The study, which was published earlier this month in The Journal of Pediatrics, reveals that despite the widespread banning of BPA in products for infants, a large majority of newborns studied still had PA in their systems and it is not yet clear how the chemical was consumed. Nevertheless, the data indicates that babies are capable of chemically altering BPA and expelling it.
Rebecca Massa Nachman of Johns Hopkins' Bloomberg School of Public Health said: "Our study ... shows that newborns are better able to handle that exposure than we previously thought."
It has been a common assumption that babies' immature livers have difficulty processing BPA and are therefore particularly vulnerable when exposed to the chemical, but while the US Food and Drug Administration has stated BPA is safe at its current level in foods, controversy and scepticism led to its ban from baby bottles and sippy cups in 2012.
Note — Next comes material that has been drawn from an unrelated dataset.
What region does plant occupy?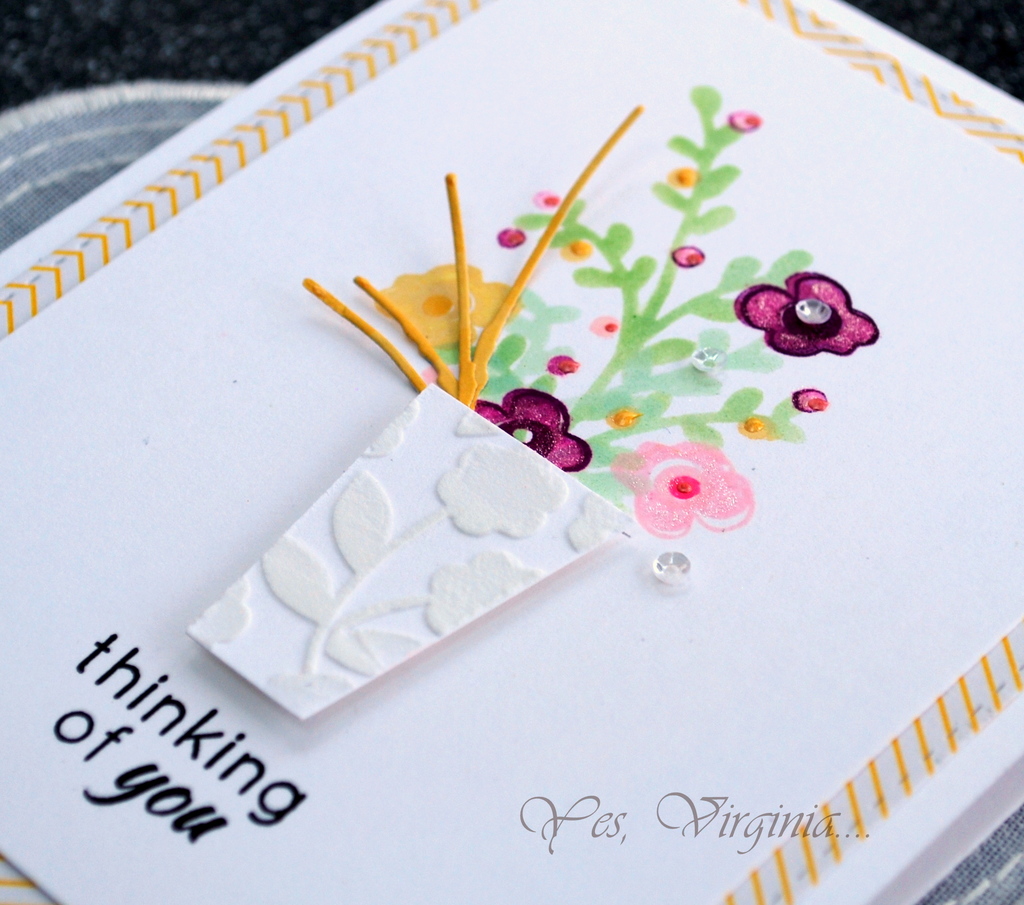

Nevertheless, 70 per cent of tested newborns - of a study of 44 healthy newborns between December 2012 and August 2013 - had BPA in their urine, but this form of BPA was already metabolised and rendered biologically inert.
The study did not find any affect on BPA levels with regards to breast feeding versus bottle feeding, while in-utero transmission from mother to baby is not likely to blame for exposure either, indicating BPA exposure comes from another source besides food contact products and nutrition.